Sussex Bonfire Societies

Whereas Guy Fawkes night in most parts of Great Britain is traditionally commemorated at large public fireworks displays or small family bonfires, towns in Sussex and Kent hold huge gala events with fires, processions and festivals.

From the mid-18th century Guy Fawkes night celebrations began to take on an entirely different meaning as a rallying point to protest against authority.

Later many conscripted men returning from the Napoleonic Wars faced real hardship and added to this feeling of social injustice, forming themselves into gangs based around sea ports where they had connections and could operate with relative impunity.

Additionally the Sailor suit was common dress for working-class people at the time because of its ready availability at ports and as counter-fashion for the working class.

The radicals like Tom Paine began to form successful campaigns for political reform such as the Chartists and adopted lobbying and peaceful demonstration tactics and rejected those who continued with the street riots.

It was from this point that Guy Fawkes night became the special and local 'Bonfire' in Lewes as it adopted the right to have a bonfire and celebrate under the Observance of 5th November Act 1605.

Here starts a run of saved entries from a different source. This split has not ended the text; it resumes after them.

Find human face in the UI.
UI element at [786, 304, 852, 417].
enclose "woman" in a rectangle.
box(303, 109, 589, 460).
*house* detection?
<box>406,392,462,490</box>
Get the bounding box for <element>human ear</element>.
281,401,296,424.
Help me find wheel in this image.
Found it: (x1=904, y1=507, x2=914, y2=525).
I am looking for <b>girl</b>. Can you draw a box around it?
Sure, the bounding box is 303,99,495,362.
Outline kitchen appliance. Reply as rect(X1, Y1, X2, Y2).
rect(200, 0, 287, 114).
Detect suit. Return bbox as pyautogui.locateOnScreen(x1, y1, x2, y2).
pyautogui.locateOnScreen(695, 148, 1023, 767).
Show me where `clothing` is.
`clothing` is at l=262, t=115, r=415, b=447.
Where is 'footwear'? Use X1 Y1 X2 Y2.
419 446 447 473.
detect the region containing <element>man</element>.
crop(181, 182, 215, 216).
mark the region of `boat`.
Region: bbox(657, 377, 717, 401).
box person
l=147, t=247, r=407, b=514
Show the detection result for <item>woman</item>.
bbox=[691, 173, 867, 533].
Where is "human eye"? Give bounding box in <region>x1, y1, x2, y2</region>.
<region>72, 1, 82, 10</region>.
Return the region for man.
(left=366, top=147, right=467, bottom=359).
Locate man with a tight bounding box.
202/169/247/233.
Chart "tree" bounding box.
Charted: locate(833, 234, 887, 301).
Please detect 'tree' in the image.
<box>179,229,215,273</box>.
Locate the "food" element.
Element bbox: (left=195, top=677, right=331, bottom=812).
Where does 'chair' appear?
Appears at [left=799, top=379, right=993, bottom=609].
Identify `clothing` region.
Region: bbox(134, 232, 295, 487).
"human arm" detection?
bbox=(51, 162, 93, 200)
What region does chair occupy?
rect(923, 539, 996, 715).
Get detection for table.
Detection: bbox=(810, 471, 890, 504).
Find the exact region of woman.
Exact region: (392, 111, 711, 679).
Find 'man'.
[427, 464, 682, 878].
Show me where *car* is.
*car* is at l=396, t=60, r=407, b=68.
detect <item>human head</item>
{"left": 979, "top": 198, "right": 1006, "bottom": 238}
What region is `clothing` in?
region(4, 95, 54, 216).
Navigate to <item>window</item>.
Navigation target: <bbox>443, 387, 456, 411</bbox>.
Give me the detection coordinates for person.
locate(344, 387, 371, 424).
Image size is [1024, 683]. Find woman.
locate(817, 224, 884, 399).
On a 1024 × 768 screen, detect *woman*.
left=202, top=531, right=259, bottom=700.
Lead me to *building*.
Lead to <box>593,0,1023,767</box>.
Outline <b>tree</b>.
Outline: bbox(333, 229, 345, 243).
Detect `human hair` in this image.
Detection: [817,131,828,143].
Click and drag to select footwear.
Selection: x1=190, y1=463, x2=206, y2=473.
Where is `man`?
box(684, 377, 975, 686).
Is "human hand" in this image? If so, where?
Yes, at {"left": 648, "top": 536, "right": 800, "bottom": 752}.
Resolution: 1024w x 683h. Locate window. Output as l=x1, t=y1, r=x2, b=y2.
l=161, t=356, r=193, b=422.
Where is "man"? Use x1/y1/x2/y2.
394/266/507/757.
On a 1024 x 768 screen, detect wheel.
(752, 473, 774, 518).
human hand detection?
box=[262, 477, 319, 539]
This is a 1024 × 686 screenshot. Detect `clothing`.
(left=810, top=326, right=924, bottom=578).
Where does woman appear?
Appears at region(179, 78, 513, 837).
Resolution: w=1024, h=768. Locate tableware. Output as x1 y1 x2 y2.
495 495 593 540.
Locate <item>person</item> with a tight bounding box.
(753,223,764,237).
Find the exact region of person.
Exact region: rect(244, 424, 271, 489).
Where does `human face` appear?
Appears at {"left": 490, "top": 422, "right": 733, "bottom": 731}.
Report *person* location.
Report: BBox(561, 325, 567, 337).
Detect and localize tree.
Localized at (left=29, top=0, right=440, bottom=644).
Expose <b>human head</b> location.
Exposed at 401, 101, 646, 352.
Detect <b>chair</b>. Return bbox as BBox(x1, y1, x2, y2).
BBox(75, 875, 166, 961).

From 1832 blazing tar barrels were rolled down the narrow streets of the commercial and wealthy centre of Lewes with timber buildings on either side, openly threatening life and property of the ruling classes.

The protests continued and in 1846 the local magistrate was knocked unconscious in a confrontation with Bonfire Boys as he emerged from his house to warn them of arrest.

In "Observations on the Doings in Lewes of the 5th November 1846", printed anonymously in the Sussex Weekly Advertiser, called for the working class to be oppressed and the Bonfire Boys locked-up.

New Bonfire Societies were formed where none existed and with an intensity not seen for a hundred years on numerous nights East Sussex burned with outrage with signs of No Popery Here.

It was a phrase from history which had re-emerged, and whereas some local to Lewes may well have been in the Protestant association movement there is no evidence that the Bonfire Societies were involved, indeed they weren't created until a long time after.

The Mayfield bonfire celebrations commemorate four Protestant martyrs that were burnt to death in the village, on a site opposite the current Colkins Mill Church in Station Road, on 24 September 1556.

The society has its roots in the celebrations that were held in East Hoathly on 11 November 1918 following the signing of the Armistice that brought the First World War to an end.

Carnival societies generally hold more family-oriented evenings where people turn out to have fun and make merry with music and laughter.

Bonfire Societies, on the other hand, hold events that are often less family-oriented; typically featuring more drinking and debauchment with small fireworks (e.g. 'rookies' aka rook scarers) being liberally used by participants in the torchlit procession.

Members of the Cliffe Bonfire Society drag burning tar barrels through the streets of Lewes as part of their Bonfire Night celebrations.